Five Rules For Running Big Rapids

By Heather Lehmann

You’re paddling the Kicking Horse close to the BC border. Group of 30. Things change quickly up here: Class III, IV rapids around every bend. Sometimes you have to eddy out and discuss how to approach the next set. Now and then, there’s a humdinger where you can’t see a safe line. You actually have to pull out and walk downriver to scout the hazard. And then? You have to outline a plan and get everyone clear on what they need to do.

This is what happens on a river. But the 2021 business landscape is not so very different. Change lurks under every rock and around every corner. As your people’s leader, you are the architect of change. It’s on you to calm their fears, help them see that they’ve got what it takes — and run the first line yourself.

Here are five rules to orient you as you guide people through the coming shifts.

Rule 1: See It. Say It.

You’ve scouted a nasty keeper up ahead. If you don’t paddle like a monster, you’re going to get sucked backwards into the weir. You’ve got to communicate this well to ensure everyone clears the rapid.

Same principle applies with organizational change. When a shift is coming, people need to understand what you’re trying to do, why, and how it will affect them. How does your proposed change connect to the larger strategy? Why should people care?

Overcommunicate. Confirm again and again: Are we on the same page? Everyone know where we’re going?

Common pitfalls:

  • Not communicating the what and the why clearly, so people go off in different directions.
  • Assuming everyone gets it because you’ve talked about it a few times.
  • Failing to communicate Why now? so people don’t see it as urgent.

Rule 2: We’re All In The Same Boat.

No way you’re getting to the other side of the widow-maker without everybody pulling in the same direction. You need to get your strongest paddlers setting the cadence so that others will follow.

I’ve seen organizations spend literally millions of dollars that went nowhere because their executive team wasn’t on the same page about what they were trying to accomplish. The research is clear: You can’t skip over layers of people to go faster. There is huge strength in leveraging different levels of leadership.

Treat your key leaders as a change audience from the get-go. Be open and transparent with your plan. Give them the opportunity to ask questions. Engage relentlessly.

Pitfalls:

  • Different leaders giving conflicting direction to the team.
  • Not ensuring your leaders have the skills to help people through the change process.
  • Delegating the change to your direct reports and not staying visible as part of it, yourself.

Rule 3: Feel the Fear.

You can see everybody’s nervous. Fear of the unknown does that. There’s no certainty at the top of this here waterfall.

Humans are wired to resist change. The brain has five times more space devoted to finding threats than to finding opportunity. Even when you’re introducing a change that you think will have a positive outcome — or one that people have been asking for — our brains are attuned to looking for the threats in any situation. Change removes choice; resistance grows especially strong if it also comes as a surprise.
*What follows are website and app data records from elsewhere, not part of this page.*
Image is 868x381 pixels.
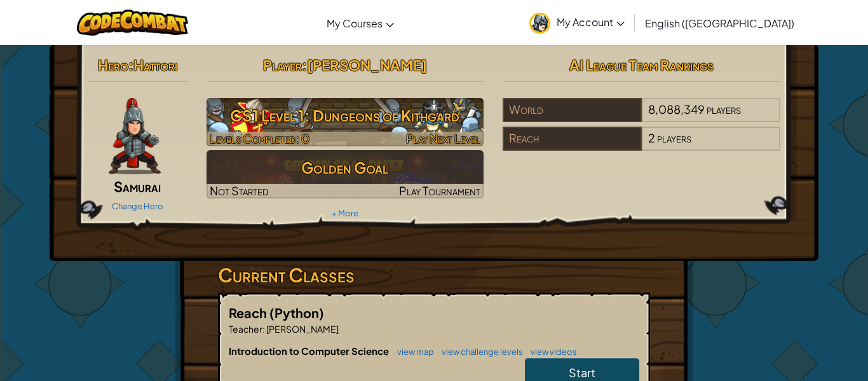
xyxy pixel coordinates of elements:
[648,101,704,116] span: 8,088,349
[435,346,523,357] a: view challenge levels
[326,16,383,30] span: My Courses
[207,150,484,198] a: Golden GoalNot StartedPlay Tournament
[399,183,480,197] span: Play Tournament
[207,153,484,182] h3: Golden Goal
[207,150,484,198] img: Golden Goal
[706,101,741,116] span: players
[307,56,427,74] span: [PERSON_NAME]
[133,56,177,74] span: Hattori
[320,6,401,40] a: My Courses
[98,56,128,74] span: Hero
[503,98,641,122] div: World
[265,323,338,334] span: [PERSON_NAME]
[530,13,550,34] img: avatar
[207,98,484,146] img: CS1 Level 1: Dungeons of Kithgard
[569,56,714,74] span: AI League Team Rankings
[228,305,269,320] span: Reach
[523,3,631,42] a: My Account
[209,131,310,145] span: Levels Completed: 0
[302,56,307,74] span: :
[228,323,262,334] span: Teacher
[109,98,161,174] img: samurai.pose.png
[657,131,691,145] span: players
[503,126,641,151] div: Reach
[269,305,324,320] span: (Python)
[218,261,650,289] h3: Current Classes
[556,16,625,29] span: My Account
[112,201,164,211] a: Change Hero
[503,110,781,125] a: World8,088,349players
[503,139,781,153] a: Reach2players
[645,16,794,30] span: English ([GEOGRAPHIC_DATA])
[113,178,161,195] span: Samurai
[207,101,484,130] h3: CS1 Level 1: Dungeons of Kithgard
[331,208,358,218] a: + More
[263,56,302,74] span: Player
[228,345,391,357] span: Introduction to Computer Science
[391,346,434,357] a: view map
[77,10,188,36] img: CodeCombat logo
[128,56,133,74] span: :
[209,183,269,197] span: Not Started
[648,131,655,145] span: 2
[262,323,265,334] span: :
[406,131,480,145] span: Play Next Level
[524,346,577,357] a: view videos
[639,6,800,40] a: English ([GEOGRAPHIC_DATA])
[569,365,595,379] span: Start
[207,98,484,146] a: Play Next Level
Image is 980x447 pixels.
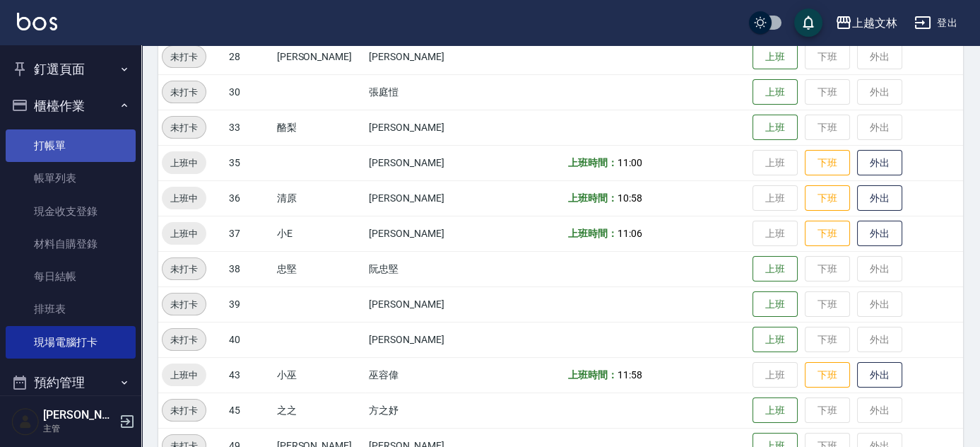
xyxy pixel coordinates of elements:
[617,369,643,381] span: 11:58
[225,392,273,428] td: 45
[568,369,617,381] b: 上班時間：
[162,368,206,383] span: 上班中
[162,262,205,276] span: 未打卡
[753,44,798,70] button: 上班
[225,180,273,216] td: 36
[11,407,40,435] img: Person
[6,88,136,124] button: 櫃檯作業
[829,8,903,38] button: 上越文林
[805,362,850,388] button: 下班
[794,8,823,37] button: save
[273,392,366,428] td: 之之
[6,162,136,194] a: 帳單列表
[753,115,798,140] button: 上班
[273,251,366,287] td: 忠堅
[225,321,273,357] td: 40
[6,260,136,293] a: 每日結帳
[753,397,798,423] button: 上班
[366,357,473,392] td: 巫容偉
[162,85,205,100] span: 未打卡
[366,251,473,287] td: 阮忠堅
[568,228,617,239] b: 上班時間：
[617,192,643,204] span: 10:58
[6,293,136,325] a: 排班表
[43,408,115,422] h5: [PERSON_NAME]
[43,422,115,434] p: 主管
[617,157,643,168] span: 11:00
[273,39,366,74] td: [PERSON_NAME]
[162,155,206,171] span: 上班中
[852,14,897,32] div: 上越文林
[366,109,473,145] td: [PERSON_NAME]
[366,180,473,216] td: [PERSON_NAME]
[857,185,902,211] button: 外出
[225,287,273,321] td: 39
[857,221,902,247] button: 外出
[753,327,798,352] button: 上班
[225,109,273,145] td: 33
[162,297,205,312] span: 未打卡
[857,362,902,388] button: 外出
[753,256,798,282] button: 上班
[162,332,205,347] span: 未打卡
[6,51,136,88] button: 釘選頁面
[273,357,366,392] td: 小巫
[366,74,473,109] td: 張庭愷
[753,79,798,106] button: 上班
[6,195,136,228] a: 現金收支登錄
[366,216,473,251] td: [PERSON_NAME]
[225,251,273,287] td: 38
[225,74,273,109] td: 30
[6,228,136,260] a: 材料自購登錄
[857,150,902,176] button: 外出
[162,191,206,205] span: 上班中
[805,150,850,176] button: 下班
[273,216,366,251] td: 小E
[17,13,58,30] img: Logo
[225,145,273,180] td: 35
[6,364,136,401] button: 預約管理
[366,321,473,357] td: [PERSON_NAME]
[753,291,798,318] button: 上班
[805,185,850,211] button: 下班
[805,221,850,247] button: 下班
[908,10,963,36] button: 登出
[162,50,205,64] span: 未打卡
[225,216,273,251] td: 37
[162,226,206,241] span: 上班中
[162,120,205,135] span: 未打卡
[273,109,366,145] td: 酪梨
[366,287,473,321] td: [PERSON_NAME]
[6,326,136,358] a: 現場電腦打卡
[568,192,617,204] b: 上班時間：
[162,403,205,417] span: 未打卡
[273,180,366,216] td: 清原
[6,129,136,162] a: 打帳單
[366,392,473,428] td: 方之妤
[225,357,273,392] td: 43
[617,228,643,239] span: 11:06
[366,39,473,74] td: [PERSON_NAME]
[225,39,273,74] td: 28
[366,145,473,180] td: [PERSON_NAME]
[568,157,617,168] b: 上班時間：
The emotional cycle of change closely resembles the grief cycle. It includes the initial stages of shock, denial and frustration, continues through experimentation, and finishes with integration. Understand the norms of how people go through change, and stay open to addressing their fears.

Pitfalls:

  • Ignoring people’s emotions around change.
  • Assuming that even if people respond positively to change, they won’t at some point have a negative reaction to it.
  • Viewing doubts and questions as push-back instead of energy you can engage.

Rule 4: You’re Digging Too, Hoss.

You can tell your crew how to run the rapid, but what they’re really paying attention to is how you paddle your own boat — and whether you fawn over Martin-the-maverick when he takes a much more dangerous but impressive line.

What you say is powerful, but what you do is exponentially powerful. And whatever you’re reinforcing … that’s where you’re really telling people what’s important. Ask yourself: What are the behaviours that are required of me and others in this change? What do I need to shift personally — in what I’m acknowledging, recognizing and rewarding in other people?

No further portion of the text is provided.